PAC Urges Government to Equip Teaching Hospitals Amidst Critical Shortages
Translated from English, summarized and contextualized by DistantNews.
At a glance
- Ghana's Public Accounts Committee (PAC) has urged the government to provide teaching hospitals with adequate medical equipment to improve healthcare delivery.
- A performance audit revealed challenges including inadequate funding, insufficient equipment, poor maintenance, and weak technical capacity affecting service delivery in these hospitals.
- The committee recommended prioritizing specialized equipment procurement and enhancing the training of biomedical engineers to improve maintenance and repair capabilities.
Ghana's Public Accounts Committee (PAC) has called for urgent government action to equip teaching hospitals with the necessary medical technology, highlighting critical deficiencies that hinder healthcare delivery nationwide. The committee's recommendation follows a comprehensive performance audit examining the planning, procurement, and maintenance of medical equipment in teaching hospitals between 2018 and 2023.
The audit, which covered major institutions like Korle Bu Teaching Hospital, Komfo Anokye Teaching Hospital, and Tamale Teaching Hospital, identified significant challenges. These include chronic underfunding, a lack of essential medical equipment, inadequate maintenance practices, insufficient technical expertise, and prolonged periods when vital machines are non-operational. These issues collectively compromise the quality and accessibility of services offered to patients.

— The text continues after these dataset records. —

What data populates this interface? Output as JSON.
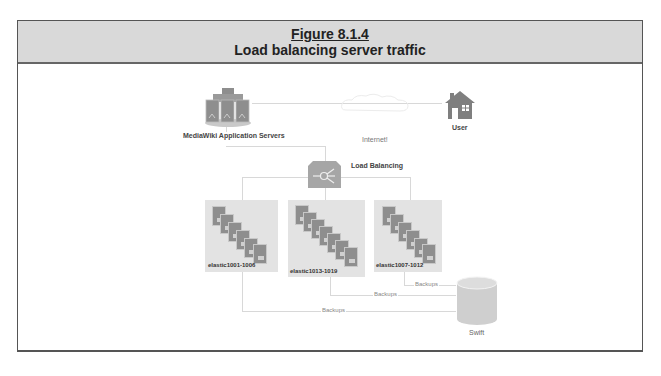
{
  "figure": {
    "number": "Figure 8.1.4",
    "title": "Load balancing server traffic"
  },
  "nodes": {
    "app_servers": {
      "label": "MediaWiki Application Servers",
      "icon": "server-cluster-icon"
    },
    "internet": {
      "label": "Internet!",
      "icon": "cloud-icon"
    },
    "user": {
      "label": "User",
      "icon": "house-icon"
    },
    "load_balancer": {
      "label": "Load Balancing",
      "icon": "load-balancer-icon"
    },
    "clusters": [
      {
        "label": "elastic1001-1006",
        "cards": 6
      },
      {
        "label": "elastic1013-1019",
        "cards": 7
      },
      {
        "label": "elastic1007-1012",
        "cards": 6
      }
    ],
    "storage": {
      "label": "Swift",
      "icon": "database-cylinder-icon"
    }
  },
  "edges": {
    "backup_labels": [
      "Backups",
      "Backups",
      "Backups"
    ]
  },
  "colors": {
    "header_bg": "#d9d9d9",
    "icon_gray": "#8e8e8e",
    "cluster_bg": "#e3e3e3",
    "line": "#d8d8d8"
  }
}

Mr Speaker, the hospitals generally conducted assessments of their medical equipment and incorporated their needs into procurement plans. The problem, therefore, was not the identification of the need. The deeper problem was inadequate funding, insufficient equipment, maintenance failures, weak technical capacity and prolonged equipment downtime.

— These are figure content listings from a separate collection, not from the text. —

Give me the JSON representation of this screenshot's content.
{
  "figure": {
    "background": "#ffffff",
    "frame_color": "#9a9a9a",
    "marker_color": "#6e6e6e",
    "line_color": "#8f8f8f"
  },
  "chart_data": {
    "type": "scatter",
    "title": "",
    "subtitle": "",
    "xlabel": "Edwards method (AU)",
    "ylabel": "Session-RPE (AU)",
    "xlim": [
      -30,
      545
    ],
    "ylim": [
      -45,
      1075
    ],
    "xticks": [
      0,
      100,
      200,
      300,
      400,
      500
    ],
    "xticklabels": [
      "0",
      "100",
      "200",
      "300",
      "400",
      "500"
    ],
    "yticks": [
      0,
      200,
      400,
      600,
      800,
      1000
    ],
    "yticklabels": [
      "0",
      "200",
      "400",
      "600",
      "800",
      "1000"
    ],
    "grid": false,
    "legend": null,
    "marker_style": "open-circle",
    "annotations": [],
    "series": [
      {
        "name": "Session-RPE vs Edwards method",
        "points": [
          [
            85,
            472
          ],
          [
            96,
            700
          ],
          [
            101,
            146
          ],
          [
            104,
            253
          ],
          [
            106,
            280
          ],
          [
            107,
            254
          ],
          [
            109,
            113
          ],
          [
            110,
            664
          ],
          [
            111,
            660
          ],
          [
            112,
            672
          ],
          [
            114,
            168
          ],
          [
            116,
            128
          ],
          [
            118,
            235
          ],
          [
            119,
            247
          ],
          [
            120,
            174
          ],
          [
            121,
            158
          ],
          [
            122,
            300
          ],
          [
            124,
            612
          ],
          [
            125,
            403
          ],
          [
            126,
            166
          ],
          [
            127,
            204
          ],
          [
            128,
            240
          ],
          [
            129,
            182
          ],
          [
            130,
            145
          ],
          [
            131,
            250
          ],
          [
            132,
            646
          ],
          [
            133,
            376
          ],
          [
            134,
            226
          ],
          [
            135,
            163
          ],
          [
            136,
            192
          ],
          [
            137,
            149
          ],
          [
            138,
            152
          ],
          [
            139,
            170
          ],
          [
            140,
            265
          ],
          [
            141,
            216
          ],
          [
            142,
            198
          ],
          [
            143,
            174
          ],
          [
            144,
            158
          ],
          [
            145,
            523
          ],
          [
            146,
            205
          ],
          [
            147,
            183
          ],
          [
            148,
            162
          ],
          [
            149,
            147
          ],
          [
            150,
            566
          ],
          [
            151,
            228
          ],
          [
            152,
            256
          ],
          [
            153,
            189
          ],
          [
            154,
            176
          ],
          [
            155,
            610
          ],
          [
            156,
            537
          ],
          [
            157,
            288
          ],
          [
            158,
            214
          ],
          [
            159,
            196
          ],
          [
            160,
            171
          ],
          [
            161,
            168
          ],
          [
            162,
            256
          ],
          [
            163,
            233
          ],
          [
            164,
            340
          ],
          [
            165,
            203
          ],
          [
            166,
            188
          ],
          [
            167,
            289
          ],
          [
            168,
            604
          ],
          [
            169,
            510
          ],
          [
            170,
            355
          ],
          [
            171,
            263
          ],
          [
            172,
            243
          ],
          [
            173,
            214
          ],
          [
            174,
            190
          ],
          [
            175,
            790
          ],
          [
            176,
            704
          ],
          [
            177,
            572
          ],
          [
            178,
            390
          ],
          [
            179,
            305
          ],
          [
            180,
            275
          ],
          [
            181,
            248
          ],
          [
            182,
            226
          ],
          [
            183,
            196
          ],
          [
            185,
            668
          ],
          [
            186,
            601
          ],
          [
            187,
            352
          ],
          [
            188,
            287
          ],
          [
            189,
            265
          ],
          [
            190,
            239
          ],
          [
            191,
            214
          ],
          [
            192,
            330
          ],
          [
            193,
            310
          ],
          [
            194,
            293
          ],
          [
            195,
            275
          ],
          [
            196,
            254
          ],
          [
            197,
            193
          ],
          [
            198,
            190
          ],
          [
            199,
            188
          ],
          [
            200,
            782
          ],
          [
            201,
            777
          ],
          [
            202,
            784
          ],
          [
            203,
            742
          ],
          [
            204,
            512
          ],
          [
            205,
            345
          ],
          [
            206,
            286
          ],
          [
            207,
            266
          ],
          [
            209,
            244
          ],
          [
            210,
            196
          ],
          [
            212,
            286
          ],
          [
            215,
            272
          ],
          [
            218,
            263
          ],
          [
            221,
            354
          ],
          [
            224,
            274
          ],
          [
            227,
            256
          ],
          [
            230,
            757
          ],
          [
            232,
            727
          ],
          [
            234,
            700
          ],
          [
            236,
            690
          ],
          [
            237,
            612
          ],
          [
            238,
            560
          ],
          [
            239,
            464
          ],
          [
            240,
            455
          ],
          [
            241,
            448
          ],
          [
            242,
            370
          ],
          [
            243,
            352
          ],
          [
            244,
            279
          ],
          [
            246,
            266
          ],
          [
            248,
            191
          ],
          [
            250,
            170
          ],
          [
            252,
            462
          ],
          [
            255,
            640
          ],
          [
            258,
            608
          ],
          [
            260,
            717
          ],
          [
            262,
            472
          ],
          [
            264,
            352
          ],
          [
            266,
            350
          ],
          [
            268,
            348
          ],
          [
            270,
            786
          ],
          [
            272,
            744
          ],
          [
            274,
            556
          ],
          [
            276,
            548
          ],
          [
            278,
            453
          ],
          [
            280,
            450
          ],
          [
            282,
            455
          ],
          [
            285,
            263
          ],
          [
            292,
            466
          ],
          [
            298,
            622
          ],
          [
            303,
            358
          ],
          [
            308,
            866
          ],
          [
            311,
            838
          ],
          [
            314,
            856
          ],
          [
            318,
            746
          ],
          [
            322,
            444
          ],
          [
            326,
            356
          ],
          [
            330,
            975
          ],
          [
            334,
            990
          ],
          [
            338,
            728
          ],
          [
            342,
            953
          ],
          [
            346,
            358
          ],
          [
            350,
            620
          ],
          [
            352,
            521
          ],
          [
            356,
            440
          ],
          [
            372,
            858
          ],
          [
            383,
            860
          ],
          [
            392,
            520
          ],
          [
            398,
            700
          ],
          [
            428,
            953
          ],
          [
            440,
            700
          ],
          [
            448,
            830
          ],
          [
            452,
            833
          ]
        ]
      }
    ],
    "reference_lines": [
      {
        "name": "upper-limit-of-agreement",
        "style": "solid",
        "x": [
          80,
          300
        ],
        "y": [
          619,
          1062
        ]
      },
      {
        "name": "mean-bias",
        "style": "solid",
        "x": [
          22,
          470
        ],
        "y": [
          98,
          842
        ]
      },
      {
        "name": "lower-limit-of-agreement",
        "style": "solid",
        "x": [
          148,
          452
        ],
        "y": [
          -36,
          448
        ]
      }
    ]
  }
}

Mrs. Abena Osei-Asare, the chairperson of the PAC, expressed grave concern over the absence of critical facilities, such as a cardiac catheterisation laboratory at the Komfo Anokye Teaching Hospital. She noted that this deficiency forces patients requiring urgent cardiac intervention to be transferred to Accra, often with fatal consequences. "A non-functional medical machine is not merely an idle public asset. It may mean a delayed diagnosis, a lost source of hospital revenue or a loss of life," she stated, underscoring the severe implications of the equipment shortages.

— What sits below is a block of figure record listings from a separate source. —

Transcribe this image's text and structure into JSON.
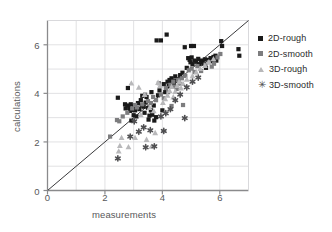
{
  "chart_data": {
    "type": "scatter",
    "title": "",
    "xlabel": "measurements",
    "ylabel": "calculations",
    "xlim": [
      0,
      7
    ],
    "ylim": [
      0,
      7
    ],
    "xticks": [
      0,
      2,
      4,
      6
    ],
    "yticks": [
      0,
      2,
      4,
      6
    ],
    "grid": true,
    "grid_step": 1,
    "legend_position": "right",
    "reference_line": {
      "name": "identity-line",
      "type": "line",
      "slope": 1,
      "intercept": 0,
      "from": [
        0,
        0
      ],
      "to": [
        7,
        7
      ]
    },
    "series": [
      {
        "name": "2D-rough",
        "color": "#1a1a1a",
        "marker": "square",
        "points": [
          [
            2.45,
            3.82
          ],
          [
            2.7,
            3.55
          ],
          [
            2.72,
            3.38
          ],
          [
            2.78,
            3.5
          ],
          [
            2.8,
            4.22
          ],
          [
            2.85,
            3.4
          ],
          [
            2.88,
            3.28
          ],
          [
            2.9,
            3.55
          ],
          [
            2.92,
            2.88
          ],
          [
            2.95,
            3.32
          ],
          [
            3.0,
            3.1
          ],
          [
            3.02,
            3.46
          ],
          [
            3.05,
            3.3
          ],
          [
            3.1,
            3.05
          ],
          [
            3.15,
            3.6
          ],
          [
            3.2,
            3.35
          ],
          [
            3.25,
            3.72
          ],
          [
            3.28,
            3.5
          ],
          [
            3.3,
            3.9
          ],
          [
            3.35,
            3.45
          ],
          [
            3.38,
            3.2
          ],
          [
            3.42,
            3.62
          ],
          [
            3.45,
            3.85
          ],
          [
            3.5,
            3.4
          ],
          [
            3.52,
            2.92
          ],
          [
            3.55,
            3.08
          ],
          [
            3.6,
            3.3
          ],
          [
            3.62,
            4.05
          ],
          [
            3.65,
            3.12
          ],
          [
            3.7,
            3.5
          ],
          [
            3.72,
            2.88
          ],
          [
            3.78,
            3.02
          ],
          [
            3.8,
            6.18
          ],
          [
            3.85,
            3.92
          ],
          [
            3.9,
            4.12
          ],
          [
            3.95,
            6.18
          ],
          [
            4.0,
            3.3
          ],
          [
            4.05,
            4.38
          ],
          [
            4.1,
            4.05
          ],
          [
            4.15,
            6.42
          ],
          [
            4.18,
            4.48
          ],
          [
            4.22,
            4.3
          ],
          [
            4.25,
            4.55
          ],
          [
            4.3,
            4.42
          ],
          [
            4.32,
            4.62
          ],
          [
            4.38,
            4.5
          ],
          [
            4.4,
            4.35
          ],
          [
            4.45,
            4.7
          ],
          [
            4.48,
            4.52
          ],
          [
            4.55,
            4.58
          ],
          [
            4.62,
            4.75
          ],
          [
            4.7,
            4.85
          ],
          [
            4.78,
            5.9
          ],
          [
            4.85,
            5.05
          ],
          [
            4.9,
            5.45
          ],
          [
            4.95,
            5.38
          ],
          [
            4.98,
            5.28
          ],
          [
            5.0,
            5.95
          ],
          [
            5.02,
            5.48
          ],
          [
            5.05,
            5.2
          ],
          [
            5.1,
            5.95
          ],
          [
            5.12,
            5.35
          ],
          [
            5.18,
            5.3
          ],
          [
            5.25,
            5.42
          ],
          [
            5.3,
            5.2
          ],
          [
            5.35,
            5.35
          ],
          [
            5.4,
            5.28
          ],
          [
            5.45,
            5.22
          ],
          [
            5.48,
            5.4
          ],
          [
            5.52,
            5.05
          ],
          [
            5.6,
            5.38
          ],
          [
            5.68,
            5.45
          ],
          [
            5.72,
            5.32
          ],
          [
            5.78,
            5.5
          ],
          [
            5.82,
            5.42
          ],
          [
            5.85,
            5.55
          ],
          [
            5.88,
            5.35
          ],
          [
            6.05,
            6.15
          ],
          [
            6.08,
            5.95
          ],
          [
            6.65,
            5.82
          ],
          [
            6.68,
            5.55
          ]
        ]
      },
      {
        "name": "2D-smooth",
        "color": "#7d7d7f",
        "marker": "square",
        "points": [
          [
            2.18,
            2.22
          ],
          [
            2.42,
            2.9
          ],
          [
            2.5,
            2.85
          ],
          [
            2.62,
            3.05
          ],
          [
            2.78,
            3.2
          ],
          [
            2.95,
            3.38
          ],
          [
            3.05,
            3.52
          ],
          [
            3.12,
            3.42
          ],
          [
            3.3,
            3.55
          ],
          [
            3.4,
            3.95
          ],
          [
            3.5,
            3.68
          ],
          [
            3.6,
            3.6
          ],
          [
            3.68,
            3.85
          ],
          [
            3.78,
            3.72
          ],
          [
            3.88,
            4.42
          ],
          [
            3.95,
            3.95
          ],
          [
            4.05,
            3.8
          ],
          [
            4.12,
            4.22
          ],
          [
            4.2,
            4.05
          ],
          [
            4.28,
            4.35
          ],
          [
            4.32,
            3.48
          ],
          [
            4.38,
            4.48
          ],
          [
            4.42,
            4.28
          ],
          [
            4.5,
            4.18
          ],
          [
            4.55,
            4.55
          ],
          [
            4.6,
            4.4
          ],
          [
            4.68,
            4.62
          ],
          [
            4.72,
            3.52
          ],
          [
            4.8,
            4.72
          ],
          [
            4.92,
            4.95
          ],
          [
            5.02,
            5.02
          ],
          [
            5.12,
            4.88
          ],
          [
            5.22,
            5.12
          ],
          [
            5.35,
            4.92
          ],
          [
            5.5,
            5.18
          ],
          [
            5.62,
            5.28
          ],
          [
            5.72,
            5.1
          ],
          [
            5.8,
            5.22
          ],
          [
            5.92,
            5.48
          ],
          [
            6.02,
            5.62
          ]
        ]
      },
      {
        "name": "3D-rough",
        "color": "#b8b8ba",
        "marker": "triangle",
        "points": [
          [
            2.48,
            1.62
          ],
          [
            2.52,
            1.85
          ],
          [
            2.58,
            2.18
          ],
          [
            2.82,
            1.8
          ],
          [
            2.92,
            4.42
          ],
          [
            3.05,
            2.18
          ],
          [
            3.18,
            4.25
          ],
          [
            3.25,
            3.12
          ],
          [
            3.38,
            3.95
          ],
          [
            3.45,
            2.1
          ],
          [
            3.55,
            3.42
          ],
          [
            3.62,
            1.82
          ],
          [
            3.7,
            3.28
          ],
          [
            3.75,
            2.38
          ],
          [
            3.85,
            4.45
          ],
          [
            3.92,
            4.32
          ],
          [
            4.02,
            3.62
          ],
          [
            4.1,
            3.78
          ],
          [
            4.18,
            3.92
          ],
          [
            4.25,
            4.12
          ],
          [
            4.32,
            4.28
          ],
          [
            4.38,
            3.85
          ],
          [
            4.45,
            4.08
          ],
          [
            4.52,
            4.32
          ],
          [
            4.58,
            4.48
          ],
          [
            4.65,
            4.22
          ],
          [
            4.72,
            4.4
          ],
          [
            4.85,
            4.58
          ],
          [
            5.05,
            4.72
          ],
          [
            5.18,
            4.88
          ],
          [
            5.32,
            5.02
          ],
          [
            5.48,
            5.15
          ],
          [
            5.62,
            5.3
          ],
          [
            5.78,
            5.42
          ]
        ]
      },
      {
        "name": "3D-smooth",
        "color": "#4f4f51",
        "marker": "asterisk",
        "points": [
          [
            2.45,
            1.32
          ],
          [
            2.88,
            2.22
          ],
          [
            3.02,
            2.85
          ],
          [
            3.18,
            2.42
          ],
          [
            3.35,
            2.6
          ],
          [
            3.42,
            1.78
          ],
          [
            3.58,
            2.48
          ],
          [
            3.72,
            1.82
          ],
          [
            3.95,
            3.05
          ],
          [
            4.05,
            2.45
          ],
          [
            4.12,
            3.18
          ],
          [
            4.28,
            3.35
          ],
          [
            4.45,
            3.72
          ],
          [
            4.62,
            3.95
          ],
          [
            4.78,
            2.98
          ],
          [
            4.85,
            4.25
          ],
          [
            5.05,
            4.48
          ],
          [
            5.25,
            4.65
          ]
        ]
      }
    ]
  },
  "legend": {
    "entries": [
      {
        "label": "2D-rough"
      },
      {
        "label": "2D-smooth"
      },
      {
        "label": "3D-rough"
      },
      {
        "label": "3D-smooth"
      }
    ]
  },
  "style": {
    "axis_color": "#8a8a8c",
    "grid_color": "#d9d9dc",
    "line_color": "#3a3a3c",
    "text_color": "#58585a",
    "background": "#ffffff"
  }
}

The committee's report emphasizes that the problem is not a failure to identify needs but rather a systemic failure in funding and resource allocation. It recommended that the Ministry of Health, in collaboration with the Ministry of Finance and the Ghana Medical Trust Fund, prioritize the procurement of specialized medical equipment. Furthermore, the PAC stressed the need for a coordinated national program to retool teaching hospitals and enhance the specialized training of biomedical engineers, enabling them to effectively repair and maintain sophisticated medical equipment, thereby reducing reliance on external outsourcing.
A non-functional medical machine is not merely an idle public asset. It may mean a delayed diagnosis, a lost source of hospital revenue or a loss of life.